A. The lack of communication is strange. We don’t even know what player is on how many yellow cards. There are no official websites or information online, so it is hard for fans or officials to get news. There are many decisions made by the Federation that should be in agreement with the clubs. Suspensions of players are handled without consulting players and there is no proper way to appeal and so on. In general, the Federation is challenged with a lot of work and limited manpower, so there are many shortfalls. Double standards are something that I can not believe the fans accept, complete injustice or clear wrong decisions I have a hard time to believe the fans and football community are not protesting louder. But I think it is all part of the slow process of developing football in Cambodia. The list of questions I have, concerns I could raise, and wrong doing that I could point to is very long and to address over the media is the wrong way - so I leave it at this. Cambodia needs a reserve league and I am currently designing a proposal to get funding to organize it with Crown and endorsed by the Federation. Hopefully this will be possible soon.

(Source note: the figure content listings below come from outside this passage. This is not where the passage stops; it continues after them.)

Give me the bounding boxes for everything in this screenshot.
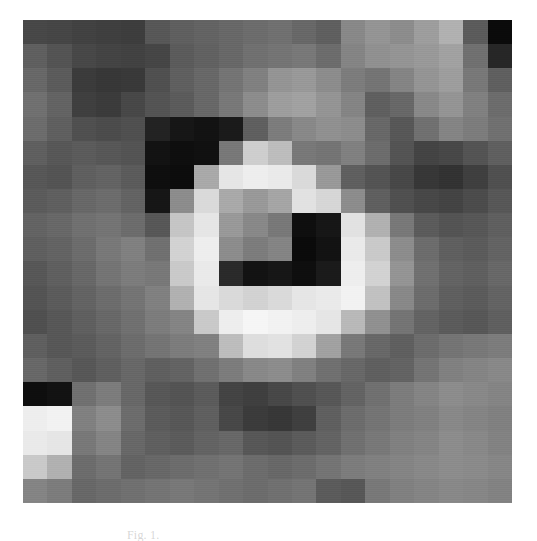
heatmap-cell [292,286,316,310]
heatmap-cell [268,286,292,310]
heatmap-cell [96,479,120,503]
heatmap-cell [439,455,463,479]
heatmap-cell [365,237,389,261]
heatmap-cell [219,44,243,68]
heatmap-cell [439,431,463,455]
heatmap-cell [194,334,218,358]
heatmap-cell [439,117,463,141]
heatmap-cell [96,261,120,285]
heatmap-cell [439,334,463,358]
heatmap-cell [47,479,71,503]
heatmap-cell [72,455,96,479]
heatmap-cell [316,431,340,455]
heatmap-cell [439,237,463,261]
heatmap-cell [121,20,145,44]
heatmap-cell [121,455,145,479]
heatmap-cell [292,92,316,116]
heatmap-cell [268,310,292,334]
heatmap-cell [96,237,120,261]
heatmap-cell [243,382,267,406]
heatmap-cell [243,286,267,310]
heatmap-cell [194,117,218,141]
heatmap-cell [170,310,194,334]
heatmap-cell [194,213,218,237]
heatmap-cell [72,261,96,285]
heatmap-cell [390,44,414,68]
heatmap-cell [268,165,292,189]
heatmap-cell [439,310,463,334]
heatmap-cell [145,68,169,92]
heatmap-cell [121,431,145,455]
heatmap-cell [121,165,145,189]
heatmap-cell [23,358,47,382]
heatmap-cell [341,431,365,455]
heatmap-cell [439,358,463,382]
heatmap-cell [488,68,512,92]
heatmap-cell [194,92,218,116]
heatmap-cell [268,261,292,285]
heatmap-cell [96,20,120,44]
heatmap-cell [72,431,96,455]
heatmap-cell [96,117,120,141]
heatmap-cell [439,189,463,213]
heatmap-cell [96,455,120,479]
heatmap-cell [414,382,438,406]
heatmap-cell [365,286,389,310]
heatmap-cell [292,44,316,68]
heatmap-cell [439,68,463,92]
heatmap-cell [47,406,71,430]
heatmap-cell [23,141,47,165]
heatmap-cell [47,286,71,310]
heatmap-cell [170,20,194,44]
heatmap-cell [439,479,463,503]
heatmap-cell [414,261,438,285]
heatmap-cell [219,92,243,116]
heatmap-cell [316,455,340,479]
heatmap-cell [219,20,243,44]
heatmap-cell [170,286,194,310]
heatmap-cell [463,479,487,503]
heatmap-cell [96,141,120,165]
heatmap-cell [72,165,96,189]
heatmap-cell [341,44,365,68]
heatmap-cell [292,117,316,141]
heatmap-cell [268,44,292,68]
heatmap-cell [219,141,243,165]
heatmap-cell [170,213,194,237]
heatmap-cell [268,382,292,406]
heatmap-cell [219,189,243,213]
heatmap-cell [72,382,96,406]
heatmap-cell [488,310,512,334]
heatmap-cell [170,68,194,92]
heatmap-cell [23,92,47,116]
heatmap-cell [23,165,47,189]
heatmap-cell [316,165,340,189]
heatmap-cell [219,68,243,92]
heatmap-cell [170,237,194,261]
heatmap-cell [170,431,194,455]
heatmap-cell [414,117,438,141]
heatmap-cell [463,406,487,430]
heatmap-cell [292,20,316,44]
heatmap-cell [219,165,243,189]
heatmap-cell [170,406,194,430]
heatmap-cell [365,117,389,141]
heatmap-cell [219,406,243,430]
heatmap-cell [316,213,340,237]
heatmap-cell [96,92,120,116]
heatmap-cell [390,286,414,310]
heatmap-cell [47,334,71,358]
astronomical-image-panel [23,20,512,503]
heatmap-cell [488,455,512,479]
heatmap-cell [414,334,438,358]
heatmap-cell [243,44,267,68]
heatmap-cell [23,117,47,141]
heatmap-cell [23,286,47,310]
heatmap-cell [23,479,47,503]
heatmap-cell [341,117,365,141]
heatmap-cell [341,68,365,92]
heatmap-cell [219,455,243,479]
heatmap-cell [194,479,218,503]
heatmap-cell [145,406,169,430]
heatmap-cell [365,189,389,213]
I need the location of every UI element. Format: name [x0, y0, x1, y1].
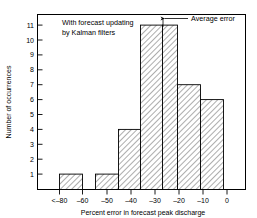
x-tick-label: –20 [173, 197, 185, 204]
x-axis-title: Percent error in forecast peak discharge [81, 209, 206, 217]
bar-bin-7 [201, 100, 224, 190]
y-tick-label: 4 [30, 126, 34, 133]
y-tick-label: 5 [30, 111, 34, 118]
y-tick-label: 3 [30, 141, 34, 148]
method-note-line1: With forecast updating [62, 18, 134, 27]
x-tick-label: <–80 [52, 197, 68, 204]
x-tick-label: –60 [77, 197, 89, 204]
histogram-bars [60, 25, 224, 189]
x-tick-label: –30 [149, 197, 161, 204]
x-tick-label: –40 [125, 197, 137, 204]
bar-bin-2 [96, 174, 119, 189]
method-note: With forecast updating by Kalman filters [62, 18, 134, 37]
bar-bin-6 [178, 85, 201, 190]
y-tick-label: 8 [30, 66, 34, 73]
x-axis-tick-labels: <–80 –60 –50 –40 –30 –20 –10 0 [52, 197, 229, 204]
bar-bin-4 [141, 25, 163, 189]
average-error-label: Average error [191, 14, 235, 23]
x-axis-ticks [60, 190, 228, 195]
y-tick-label: 6 [30, 96, 34, 103]
x-tick-label: 0 [225, 197, 229, 204]
y-axis-tick-labels: 1 2 3 4 5 6 7 8 9 10 11 [26, 22, 34, 178]
histogram-figure: 1 2 3 4 5 6 7 8 9 10 11 Number of occurr… [0, 0, 257, 218]
y-axis-title: Number of occurrences [5, 65, 12, 138]
bar-bin-3 [119, 129, 141, 189]
y-axis-ticks [38, 25, 43, 174]
y-tick-label: 7 [30, 81, 34, 88]
bar-bin-5 [163, 25, 178, 189]
y-tick-label: 10 [26, 37, 34, 44]
x-tick-label: –10 [197, 197, 209, 204]
y-tick-label: 1 [30, 171, 34, 178]
x-tick-label: –50 [101, 197, 113, 204]
method-note-line2: by Kalman filters [62, 28, 116, 37]
y-tick-label: 9 [30, 51, 34, 58]
y-tick-label: 11 [27, 22, 34, 29]
chart-canvas: 1 2 3 4 5 6 7 8 9 10 11 Number of occurr… [0, 0, 257, 218]
bar-bin-1 [60, 174, 83, 189]
y-tick-label: 2 [30, 156, 34, 163]
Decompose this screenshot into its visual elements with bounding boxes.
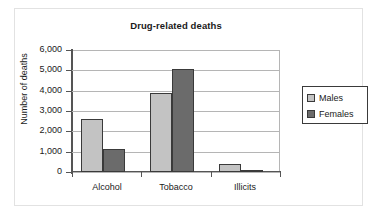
bar-illicits-females	[241, 170, 263, 172]
y-tick-mark	[66, 50, 72, 51]
legend-item-females[interactable]: Females	[307, 109, 354, 119]
y-tick-mark	[66, 111, 72, 112]
x-tick-mark	[72, 172, 73, 177]
x-tick-mark	[211, 172, 212, 177]
y-tick-mark	[66, 131, 72, 132]
legend-swatch-icon	[307, 94, 315, 102]
chart-title: Drug-related deaths	[72, 20, 280, 31]
x-tick-label: Alcohol	[67, 182, 147, 192]
bar-tobacco-males	[150, 93, 172, 172]
bar-alcohol-females	[103, 149, 125, 172]
x-tick-mark	[141, 172, 142, 177]
y-tick-mark	[66, 152, 72, 153]
legend-item-males[interactable]: Males	[307, 93, 343, 103]
y-tick-label: 0	[20, 166, 62, 176]
legend-label: Males	[319, 93, 343, 103]
y-tick-label: 1,000	[20, 146, 62, 156]
y-tick-label: 3,000	[20, 105, 62, 115]
y-tick-mark	[66, 91, 72, 92]
chart-container: Drug-related deaths Number of deaths 6,0…	[0, 0, 377, 215]
chart-legend: MalesFemales	[302, 86, 368, 124]
legend-swatch-icon	[307, 110, 315, 118]
x-tick-label: Tobacco	[136, 182, 216, 192]
gridline	[72, 172, 280, 173]
bar-alcohol-males	[81, 119, 103, 172]
y-tick-mark	[66, 70, 72, 71]
y-tick-label: 6,000	[20, 44, 62, 54]
y-tick-label: 5,000	[20, 64, 62, 74]
bar-tobacco-females	[172, 69, 194, 172]
legend-label: Females	[319, 109, 354, 119]
y-tick-label: 2,000	[20, 125, 62, 135]
x-tick-label: Illicits	[205, 182, 285, 192]
y-tick-label: 4,000	[20, 85, 62, 95]
x-tick-mark	[280, 172, 281, 177]
bar-illicits-males	[219, 164, 241, 172]
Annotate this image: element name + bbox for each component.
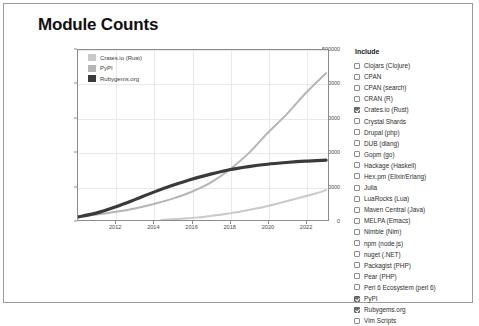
include-item-label: CRAN (R) [364, 95, 393, 102]
series-line [78, 73, 326, 216]
include-item-label: npm (node.js) [364, 240, 403, 247]
checkbox-unchecked-icon[interactable] [354, 129, 360, 135]
checkbox-unchecked-icon[interactable] [354, 118, 360, 124]
page-title: Module Counts [38, 15, 158, 35]
include-item-12[interactable]: LuaRocks (Lua) [354, 193, 466, 204]
include-item-5[interactable]: Crystal Shards [354, 115, 466, 126]
checkbox-unchecked-icon[interactable] [354, 251, 360, 257]
checkbox-checked-icon[interactable] [354, 296, 360, 302]
include-item-label: Perl 6 Ecosystem (perl 6) [364, 284, 436, 291]
legend-label: Rubygems.org [100, 76, 139, 82]
x-tick-label: 2016 [185, 224, 197, 230]
checkbox-unchecked-icon[interactable] [354, 207, 360, 213]
x-tick-label: 2014 [147, 224, 159, 230]
include-item-2[interactable]: CPAN (search) [354, 82, 466, 93]
include-item-7[interactable]: DUB (dlang) [354, 138, 466, 149]
legend-swatch-icon [88, 75, 96, 82]
include-item-label: LuaRocks (Lua) [364, 195, 409, 202]
include-item-label: Drupal (php) [364, 129, 400, 136]
checkbox-unchecked-icon[interactable] [354, 151, 360, 157]
legend-swatch-icon [88, 54, 96, 61]
x-tick-mark [230, 221, 231, 224]
include-item-21[interactable]: PyPI [354, 293, 466, 304]
checkbox-unchecked-icon[interactable] [354, 162, 360, 168]
include-item-6[interactable]: Drupal (php) [354, 127, 466, 138]
include-item-13[interactable]: Maven Central (Java) [354, 204, 466, 215]
include-item-8[interactable]: Gopm (go) [354, 149, 466, 160]
include-item-label: MELPA (Emacs) [364, 217, 410, 224]
x-tick-mark [115, 221, 116, 224]
checkbox-unchecked-icon[interactable] [354, 140, 360, 146]
include-item-14[interactable]: MELPA (Emacs) [354, 215, 466, 226]
x-tick-mark [268, 221, 269, 224]
x-tick-mark [306, 221, 307, 224]
include-item-22[interactable]: Rubygems.org [354, 304, 466, 315]
include-item-15[interactable]: Nimble (Nim) [354, 226, 466, 237]
include-heading: Include [354, 48, 466, 55]
legend-item: PyPI [88, 65, 142, 72]
checkbox-unchecked-icon[interactable] [354, 63, 360, 69]
include-item-label: Nimble (Nim) [364, 228, 401, 235]
checkbox-unchecked-icon[interactable] [354, 229, 360, 235]
include-item-label: DUB (dlang) [364, 140, 399, 147]
include-item-11[interactable]: Julia [354, 182, 466, 193]
x-tick-mark [192, 221, 193, 224]
include-item-20[interactable]: Perl 6 Ecosystem (perl 6) [354, 282, 466, 293]
include-item-10[interactable]: Hex.pm (Elixir/Erlang) [354, 171, 466, 182]
include-item-label: Gopm (go) [364, 151, 395, 158]
include-item-label: CPAN (search) [364, 84, 407, 91]
checkbox-unchecked-icon[interactable] [354, 273, 360, 279]
include-item-19[interactable]: Pear (PHP) [354, 271, 466, 282]
checkbox-unchecked-icon[interactable] [354, 262, 360, 268]
include-item-label: Vim Scripts [364, 317, 396, 324]
checkbox-unchecked-icon[interactable] [354, 74, 360, 80]
legend-swatch-icon [88, 65, 96, 72]
include-item-4[interactable]: Crates.io (Rust) [354, 104, 466, 115]
legend-item: Crates.io (Rust) [88, 54, 142, 61]
x-tick-label: 2020 [262, 224, 274, 230]
include-item-label: Rubygems.org [364, 306, 406, 313]
include-item-label: Packagist (PHP) [364, 262, 411, 269]
include-item-label: Crystal Shards [364, 118, 406, 125]
include-item-17[interactable]: nuget (.NET) [354, 249, 466, 260]
checkbox-unchecked-icon[interactable] [354, 240, 360, 246]
checkbox-unchecked-icon[interactable] [354, 318, 360, 324]
include-item-label: Hex.pm (Elixir/Erlang) [364, 173, 426, 180]
x-tick-label: 2012 [109, 224, 121, 230]
legend-item: Rubygems.org [88, 75, 142, 82]
include-item-label: Julia [364, 184, 377, 191]
checkbox-unchecked-icon[interactable] [354, 173, 360, 179]
series-line [78, 160, 326, 217]
include-item-label: CPAN [364, 73, 381, 80]
x-tick-label: 2022 [300, 224, 312, 230]
include-item-9[interactable]: Hackage (Haskell) [354, 160, 466, 171]
include-item-16[interactable]: npm (node.js) [354, 238, 466, 249]
include-item-23[interactable]: Vim Scripts [354, 315, 466, 326]
include-item-3[interactable]: CRAN (R) [354, 93, 466, 104]
include-item-label: Pear (PHP) [364, 273, 397, 280]
x-tick-label: 2018 [223, 224, 235, 230]
checkbox-unchecked-icon[interactable] [354, 85, 360, 91]
checkbox-unchecked-icon[interactable] [354, 96, 360, 102]
include-checkbox-list[interactable]: Clojars (Clojure)CPANCPAN (search)CRAN (… [354, 60, 466, 326]
legend-label: Crates.io (Rust) [100, 55, 142, 61]
checkbox-unchecked-icon[interactable] [354, 218, 360, 224]
checkbox-checked-icon[interactable] [354, 307, 360, 313]
x-tick-mark [153, 221, 154, 224]
checkbox-checked-icon[interactable] [354, 107, 360, 113]
app-window: Module Counts 01000002000003000004000005… [3, 3, 473, 303]
include-item-label: Hackage (Haskell) [364, 162, 416, 169]
include-item-label: Clojars (Clojure) [364, 62, 410, 69]
checkbox-unchecked-icon[interactable] [354, 185, 360, 191]
include-item-0[interactable]: Clojars (Clojure) [354, 60, 466, 71]
checkbox-unchecked-icon[interactable] [354, 284, 360, 290]
include-item-1[interactable]: CPAN [354, 71, 466, 82]
include-panel: Include Clojars (Clojure)CPANCPAN (searc… [354, 48, 466, 326]
include-item-18[interactable]: Packagist (PHP) [354, 260, 466, 271]
include-item-label: nuget (.NET) [364, 251, 401, 258]
legend-label: PyPI [100, 65, 113, 71]
module-counts-chart: 0100000200000300000400000500000 20122014… [42, 44, 340, 229]
include-item-label: Maven Central (Java) [364, 206, 425, 213]
chart-legend: Crates.io (Rust)PyPIRubygems.org [88, 54, 142, 82]
checkbox-unchecked-icon[interactable] [354, 196, 360, 202]
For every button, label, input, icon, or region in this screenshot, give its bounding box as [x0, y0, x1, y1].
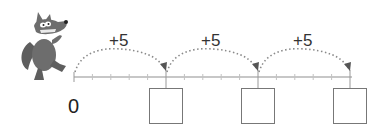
number-line-diagram: +5 +5 +5 0: [0, 0, 390, 132]
number-line-graphics: [0, 0, 390, 132]
start-label: 0: [68, 96, 79, 116]
answer-box-2[interactable]: [241, 88, 275, 124]
jump-label-2: +5: [201, 32, 220, 49]
jump-label-3: +5: [293, 32, 312, 49]
tick-marks: [74, 70, 350, 88]
wolf-icon: [22, 12, 69, 80]
arrowheads: [160, 62, 351, 71]
jump-arcs: [75, 49, 348, 72]
jump-label-1: +5: [109, 32, 128, 49]
answer-box-3[interactable]: [333, 88, 367, 124]
answer-box-1[interactable]: [149, 88, 183, 124]
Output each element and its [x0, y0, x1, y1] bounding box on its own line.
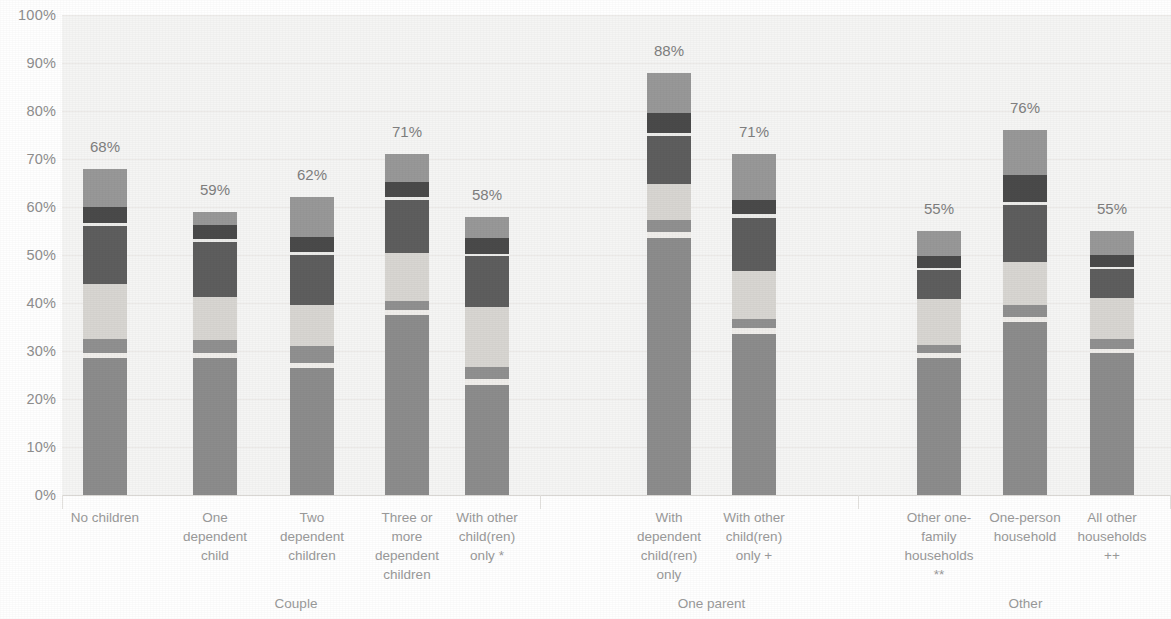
bar-segment: [193, 225, 237, 238]
bar-segment: [193, 242, 237, 297]
category-label-line: ++: [1062, 546, 1162, 565]
bar-value-label: 88%: [624, 43, 714, 58]
category-label-line: only *: [439, 546, 535, 565]
bar-stack[interactable]: [290, 197, 334, 495]
y-axis-tick-label: 50%: [4, 248, 56, 263]
category-label-line: Two: [260, 508, 364, 527]
bar-segment: [1090, 298, 1134, 339]
category-label-line: One: [163, 508, 267, 527]
bar-stack[interactable]: [1003, 130, 1047, 495]
bar-value-label: 62%: [267, 167, 357, 182]
category-label-line: only: [617, 565, 721, 584]
x-axis-line: [62, 495, 1171, 496]
gridline: [62, 63, 1171, 64]
y-axis-tick-label: 20%: [4, 392, 56, 407]
bar-segment: [1090, 269, 1134, 298]
category-label-line: All other: [1062, 508, 1162, 527]
bar-value-label: 71%: [709, 124, 799, 139]
bar-segment: [917, 231, 961, 255]
bar-segment: [83, 207, 127, 224]
category-label: All otherhouseholds++: [1062, 508, 1162, 565]
bar-segment: [647, 238, 691, 495]
category-label-line: households: [1062, 527, 1162, 546]
bar-segment: [1003, 262, 1047, 305]
bar-segment: [1090, 353, 1134, 495]
bar-stack[interactable]: [1090, 231, 1134, 495]
y-axis-tick-label: 40%: [4, 296, 56, 311]
bar-segment: [465, 307, 509, 367]
bar-segment: [732, 154, 776, 200]
y-axis-tick-label: 100%: [4, 8, 56, 23]
bar-segment: [465, 256, 509, 306]
bar-segment: [1090, 231, 1134, 255]
bar-segment: [290, 237, 334, 252]
bar-segment: [647, 220, 691, 232]
bar-stack[interactable]: [465, 217, 509, 495]
group-label: One parent: [612, 597, 812, 611]
category-label: Onedependentchild: [163, 508, 267, 565]
y-axis-tick-label: 70%: [4, 152, 56, 167]
bar-stack[interactable]: [917, 231, 961, 495]
bar-value-label: 58%: [442, 187, 532, 202]
y-axis: 0%10%20%30%40%50%60%70%80%90%100%: [0, 0, 56, 619]
bar-segment: [917, 345, 961, 354]
bar-segment: [465, 238, 509, 253]
bar-value-label: 59%: [170, 182, 260, 197]
bar-segment: [385, 154, 429, 181]
bar-segment: [1003, 205, 1047, 263]
bar-value-label: 55%: [1067, 201, 1157, 216]
bar-segment: [193, 212, 237, 225]
bar-segment: [385, 315, 429, 495]
category-label-line: children: [260, 546, 364, 565]
bar-segment: [732, 218, 776, 271]
bar-segment: [83, 284, 127, 339]
y-axis-tick-label: 60%: [4, 200, 56, 215]
category-label-line: children: [355, 565, 459, 584]
category-label: No children: [50, 508, 160, 527]
bar-segment: [647, 136, 691, 184]
bar-stack[interactable]: [647, 73, 691, 495]
category-label-line: child: [163, 546, 267, 565]
bar-segment: [732, 271, 776, 319]
bar-segment: [1003, 130, 1047, 175]
bar-segment: [290, 305, 334, 346]
y-axis-tick-label: 0%: [4, 488, 56, 503]
bar-segment: [83, 339, 127, 353]
bar-segment: [290, 197, 334, 236]
bar-segment: [917, 299, 961, 345]
category-label-line: households: [887, 546, 991, 565]
bar-stack[interactable]: [83, 169, 127, 495]
group-label: Other: [926, 597, 1126, 611]
bar-value-label: 55%: [894, 201, 984, 216]
y-axis-tick-label: 30%: [4, 344, 56, 359]
bar-segment: [290, 255, 334, 305]
bar-segment: [83, 169, 127, 207]
category-label: Twodependentchildren: [260, 508, 364, 565]
y-axis-tick-label: 90%: [4, 56, 56, 71]
bar-segment: [465, 217, 509, 239]
group-divider: [62, 495, 63, 509]
category-label: With otherchild(ren)only *: [439, 508, 535, 565]
bar-value-label: 76%: [980, 100, 1070, 115]
category-label-line: No children: [50, 508, 160, 527]
bar-segment: [83, 358, 127, 495]
category-label-line: dependent: [260, 527, 364, 546]
category-label-line: only +: [702, 546, 806, 565]
bar-segment: [732, 319, 776, 329]
bar-stack[interactable]: [385, 154, 429, 495]
category-label-line: **: [887, 565, 991, 584]
bar-stack[interactable]: [732, 154, 776, 495]
stacked-bar-chart: 0%10%20%30%40%50%60%70%80%90%100% 68%59%…: [0, 0, 1171, 619]
bar-stack[interactable]: [193, 212, 237, 495]
bar-value-label: 68%: [60, 139, 150, 154]
bar-segment: [385, 301, 429, 311]
bar-segment: [647, 113, 691, 132]
bar-segment: [647, 184, 691, 220]
bar-segment: [290, 346, 334, 363]
y-axis-tick-label: 80%: [4, 104, 56, 119]
category-label-line: dependent: [163, 527, 267, 546]
bar-segment: [290, 368, 334, 495]
bar-segment: [193, 340, 237, 353]
category-label-line: child(ren): [439, 527, 535, 546]
y-axis-tick-label: 10%: [4, 440, 56, 455]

Sam Schweingruber meets Liu Jiangnan at Guangzhou Evergrande Football School

Sam Schweingruber is currently on a FIFA assignment in China, coaching children and their coaches, at the largest football academy in the world, the Guangzhou Evergrande Football School. Here he hands over a Crown jersey to the school president Liu Jiangnan, a former deputy chairman of the Chinese FA. The statistics for the school are dramatic. It cost $115million to build, the 300-acre project is breathtaking in scale: as well as more than 50 football pitches, it boasts an Olympic-size outdoor pool, a supermarket, a cinema, an open-air stadium and four tower blocks which house around 500 full-time staff. There are 2,400 full-time football-playing students, including 200 girls and 126 youth teams at the school, located 50 miles from Guangzhou. The scale is mind-boggling and all designed to make China a football superpower in the future.